Jack Lew, the incoming secretary of the Treasury, served three years at Citigroup.   His record there, according to The Wall Street Journal was not very lustrous for a man who's about to take over the Treasury Department.   No surprise then that the W.S. Journal suggests he got his job at Treasury not because he had the experience, but because he was a crony -- and perhaps an agent? -- of Citigroup's Robert Rubin.

Jack Lew had served in the Clinton administration.   He worked in the OMB (Office of Management of the Budget) and he was one of the key players in helping pass the repeal of Glass-Steagall, which more than anything else led to extraordinary big-bank profits and the financial catastrophe to which that led, in turn.  

Glass-Steagall was repealed specifically to legalize the merger of CitiGroup.   "Coincidentally," Robert Rubin, who was the Treasury secretary, and Jack Lew, then end up working at CitiGroup five or ten years later, at very fat salaries indeed.   Surprise, surprise.   And then they go back to government!   Once again, this is the sort of incestuous merry-go-round that everybody in Washington knows about but prefers to not think too deeply about.   It's just the way things work.   But again:   At what cost to investors, ordinary citizens, and the economy as a whole?

How do we explain President Obama's change in position on this?  

When he was running for president, he expressly promised to "close the revolving door" that we've been talking about.   And he seemed genuinely shocked at the collapse of the financial system and the banks' role in it.   But he also was raking in massive campaign contributions from these very people who should be indicted.   So, did those contributions by the banks to his campaign simply turn out to be "good investments" for the banks, or is Obama just overwhelmed by the corruption in the system that's controlled by these guys?   Or both?

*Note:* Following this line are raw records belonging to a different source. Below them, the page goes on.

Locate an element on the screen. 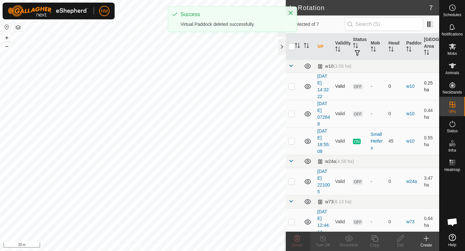 This screenshot has height=251, width=465. span: Notifications is located at coordinates (452, 34).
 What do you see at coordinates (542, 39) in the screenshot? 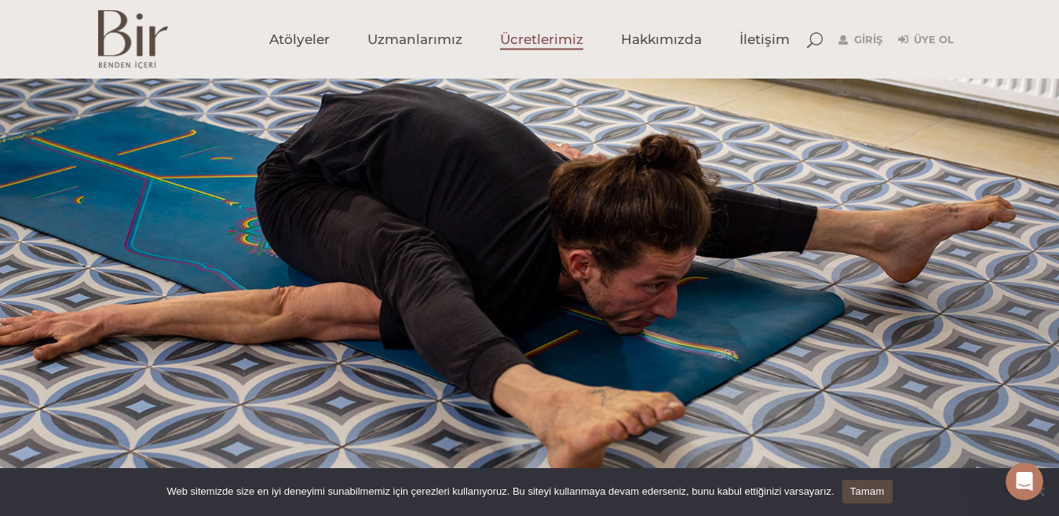
I see `span: Ücretlerimiz` at bounding box center [542, 39].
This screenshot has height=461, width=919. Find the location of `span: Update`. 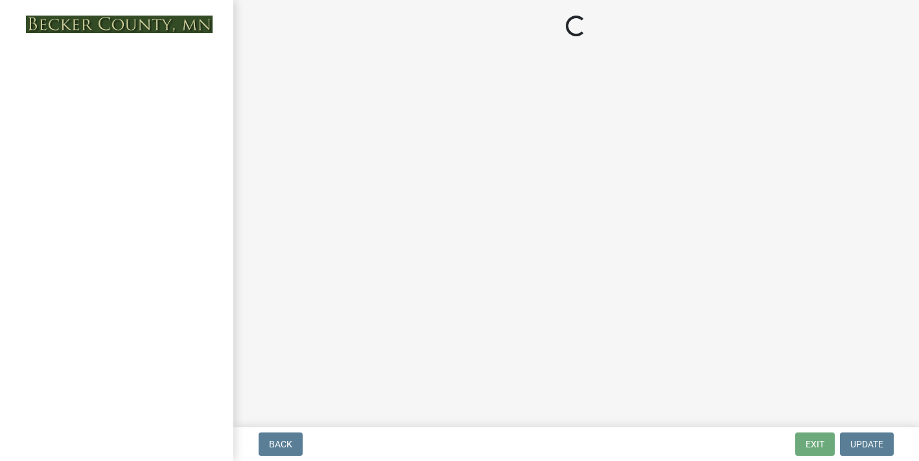

span: Update is located at coordinates (867, 444).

It's likely that Obama and his administration genuinely accept the explanation that they should hear from all these people who run these Wall Street companies -- people like Bob Rubin and Larry Summers, who are close confidants of the Obama administration and are probably telling them, "Look, if we start prosecuting all kinds of people for   X, Y and Z, there's going to be major instability in the markets.   Investors are going to flee America.   They're going to withdraw capital from the American financial system.   It'll be a disaster.   Millions of jobs will be lost."  

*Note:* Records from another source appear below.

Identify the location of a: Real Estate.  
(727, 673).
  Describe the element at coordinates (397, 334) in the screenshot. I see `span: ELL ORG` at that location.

But this is just not acceptable as an explanation.   Why not?   Because the rule of law isn't really the rule of law if it doesn't apply equally to everybody.   If you're going to put somebody in jail for having a joint in his pocket, you can't then let high-ranking HSBC officials off, for laundering $800 million for the worst drug dealers in the world!   These high-level drug dealers, for whom the big banks were/are performing an essential service, not only deal drugs, they are guilty of thousands of murders.

Eventually a dichotomy like this eats away at the very fabric of society . . as some people guilty of selling small amounts of drugs go to jail, and other people, guilty of so very much more (i.e. the things that very much facilitate and encourage those sales) don't go to jail.



Authors Bio:

Several years after receiving my M.A. in social science (interdisciplinary studies) I was an instructor at S.F. State University for a year, but then went back to designing automated machinery, and then tech writing, in Silicon Valley. I've always been more interested in political economics and what's going on behind the scenes in politics, than in mechanical engineering, and because of that I've rarely worked more than 8 months a year, devoting much of the rest of the year to reading and writing about that which interests me most.